3 June 2024
For most of us the interconnectedness between the art world, big oil companies, and the climate crisis was beyond our scope till we saw the first images of activists entering museums, glueing themselves to paintings and drinking a dark, oil-like syrup from scallop shells with Shell’s logo on it.
It was organisations like Fossil Free Culture that raised awareness and made institutions like the Van Gogh Museum end its 18-year sponsorship deal with Shell, and Naturalis announce it was the first Dutch museum to end all forms of cooperation with the fossil industry.
This very subject, the intersections of heritage and petroculture, is exactly what makes Colin Sterling tick. Sterling is an Assistant Professor of Heritage, Museums and the Environment at the UvA, and his research critically examines heritage and museums through the lens of art and ecology. Together with his colleague Jeff Diamanti, he just started a four-year project called PITCH: Petroculture’s Intersections with Cultural Heritage, funded by the EU as part of Horizon Europe. The project – which involves ten partners across Europe – responds to a specific call on Cultural Heritage in Transformation: Facing Change with Confidence.
Sterling agrees that for broader society, the bigger question is how cultural institutions can bring people along on the journey of the green transition and make sure it's a just transition. But for him, it’s the formation and practice of heritage that interests him most. Sterling: ‘There's been a huge amount of exhibitions, artistic work and creative projects about climate change, that story is being told, but cultural institutions now have to change their own ways of working. It's that shift that I'm interested in, both in terms of analysing as a researcher, but also trying to help push further.’
He explains: ‘One of the biggest discussions whenever I speak to people in the museum field is around climate control and how to create specific atmospheric conditions within museums and gallery spaces, which often requires a huge amount of energy. Relaxing these controls is seen by many people as one of the biggest interventions an institution can make to become more climate-friendly. There are also important questions to be asked about things like blockbuster exhibitions and the role heritage and museums play in international tourism.'
'But whatever aspect of work you look at, it’s not just a question of reducing energy or addressing waste or pollution. Who your audiences are, what communities you are serving, and why you might be preserving some things rather than others are also vital aspects of climate action.’
A common theory about heritage in Europe, according to Sterling, is that certain attitudes about history and preservation emerged during the Industrial Revolution, and were part of a fossil fuel-driven society. Sterling: ‘The rapid technological changes that those things brought about led to a dislocation with society and land and memory. Because things started to change so quickly, people started to care more about the past and wanted to preserve and protect that past.’
The dislocation he talks about is both a literal dislocation, where many people moved from rural areas into cities, the kind of urbanisation that went hand in hand with the rise of fossil fuels and the industrial revolution, but also a dislocation in time and in sense of identity and in sense of connection to the land. Together with his colleagues, Sterling wants to look back at that narrative and think deeper about the specific role oil, petroculture and fossil fuels played in that process, but also about the creation of new forms of heritage by the emergence of oil.
Sterling: ‘There's this complicated connection between the rapid change that these things brought about and how oil companies then promoted certain ideas of national heritage.’ An example of this, Sterling mentions, is Shell UK publishing a series of guides to Britain which became very popular after the Second World War and promoted both heritage tourism and the use of cars.
Understanding the historical dimension, learning how rapid change was negotiated by different nations and communities, is the foundation of his project, he says. ‘This is needed to help citizens today, in times of climate change and anxiety, to face with confidence the major change that we hope will be happening in the next ten to thirty years: the move towards a post-fossil fuel world.’
When asked whether he dares to visualize this new world, he laughs and says it’s one of the things they’re keen to do. They’ve asked Selçuk Balamir to join their Pitch project. Balamir was the designer/researcher in charge of the After Shell Calender, with images and stories of a fossil-free world: repurposed oil rigs, old gas pipelines turned into clean oxygen pipes and healthy urban regeneration.
Sterling and Diamanti are focusing their research on a repurposed coal station. It’s the art centre E-Werk Luckenwalde, south of Berlin, the first arts institution to bring electricity production in-house. Sterling: ‘It's a site where you can actually see the energy transition embodied in the physical fabric of the building and in their programming. For us, it’s a case study of how to bring the local community along on that journey, so then it becomes a microcosm of the idea that showing the complex connection between heritage and the use of energy can help citizens face change with confidence.’
It's not for lack of interesting heritage places to study in The Netherlands that the research project is focused on Germany. Sterling: ‘I really like being here, there's so much going on.’ His personal favourite of new ways to present and interact with our heritage and his tip for us is to visit the Zoöp Nieuwe Instituut in Rotterdam.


WHAT IS EXPECTED — All of the entries are to be repeated exactly, with no pictures included.

─── RECORDS FOR THE EXERCISE

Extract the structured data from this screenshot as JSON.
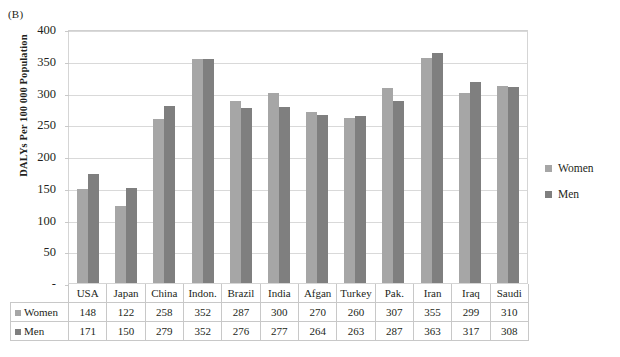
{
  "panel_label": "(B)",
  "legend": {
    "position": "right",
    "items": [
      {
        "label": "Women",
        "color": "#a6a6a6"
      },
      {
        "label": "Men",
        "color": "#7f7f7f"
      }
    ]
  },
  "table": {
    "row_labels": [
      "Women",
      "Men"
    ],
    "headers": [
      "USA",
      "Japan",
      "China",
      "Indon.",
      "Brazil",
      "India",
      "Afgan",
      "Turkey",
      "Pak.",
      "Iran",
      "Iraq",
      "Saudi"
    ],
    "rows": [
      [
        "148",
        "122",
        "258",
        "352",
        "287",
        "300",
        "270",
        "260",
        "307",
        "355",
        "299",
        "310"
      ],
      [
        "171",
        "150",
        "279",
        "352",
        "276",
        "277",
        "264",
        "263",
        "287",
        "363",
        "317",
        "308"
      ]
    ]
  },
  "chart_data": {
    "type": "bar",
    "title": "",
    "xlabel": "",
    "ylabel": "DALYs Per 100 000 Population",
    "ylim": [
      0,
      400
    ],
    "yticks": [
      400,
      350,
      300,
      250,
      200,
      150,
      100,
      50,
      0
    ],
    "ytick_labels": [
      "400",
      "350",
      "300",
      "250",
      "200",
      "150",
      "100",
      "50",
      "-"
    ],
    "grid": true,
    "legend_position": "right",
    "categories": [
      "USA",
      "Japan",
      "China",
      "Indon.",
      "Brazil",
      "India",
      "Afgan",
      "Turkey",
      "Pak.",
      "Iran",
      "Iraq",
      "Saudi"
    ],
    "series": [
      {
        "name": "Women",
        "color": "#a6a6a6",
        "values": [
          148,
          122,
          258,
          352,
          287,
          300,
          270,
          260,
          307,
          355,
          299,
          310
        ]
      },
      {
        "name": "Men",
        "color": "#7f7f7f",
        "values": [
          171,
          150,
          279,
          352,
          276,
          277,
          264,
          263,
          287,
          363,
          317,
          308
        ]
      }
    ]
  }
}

──────

THE COMPLETED TASK —
Extract the structured data from this screenshot as JSON.
{
  "panel_label": "(B)",
  "legend": {
    "position": "right",
    "items": [
      {
        "label": "Women",
        "color": "#a6a6a6"
      },
      {
        "label": "Men",
        "color": "#7f7f7f"
      }
    ]
  },
  "table": {
    "row_labels": [
      "Women",
      "Men"
    ],
    "headers": [
      "USA",
      "Japan",
      "China",
      "Indon.",
      "Brazil",
      "India",
      "Afgan",
      "Turkey",
      "Pak.",
      "Iran",
      "Iraq",
      "Saudi"
    ],
    "rows": [
      [
        "148",
        "122",
        "258",
        "352",
        "287",
        "300",
        "270",
        "260",
        "307",
        "355",
        "299",
        "310"
      ],
      [
        "171",
        "150",
        "279",
        "352",
        "276",
        "277",
        "264",
        "263",
        "287",
        "363",
        "317",
        "308"
      ]
    ]
  },
  "chart_data": {
    "type": "bar",
    "title": "",
    "xlabel": "",
    "ylabel": "DALYs Per 100 000 Population",
    "ylim": [
      0,
      400
    ],
    "yticks": [
      400,
      350,
      300,
      250,
      200,
      150,
      100,
      50,
      0
    ],
    "ytick_labels": [
      "400",
      "350",
      "300",
      "250",
      "200",
      "150",
      "100",
      "50",
      "-"
    ],
    "grid": true,
    "legend_position": "right",
    "categories": [
      "USA",
      "Japan",
      "China",
      "Indon.",
      "Brazil",
      "India",
      "Afgan",
      "Turkey",
      "Pak.",
      "Iran",
      "Iraq",
      "Saudi"
    ],
    "series": [
      {
        "name": "Women",
        "color": "#a6a6a6",
        "values": [
          148,
          122,
          258,
          352,
          287,
          300,
          270,
          260,
          307,
          355,
          299,
          310
        ]
      },
      {
        "name": "Men",
        "color": "#7f7f7f",
        "values": [
          171,
          150,
          279,
          352,
          276,
          277,
          264,
          263,
          287,
          363,
          317,
          308
        ]
      }
    ]
  }
}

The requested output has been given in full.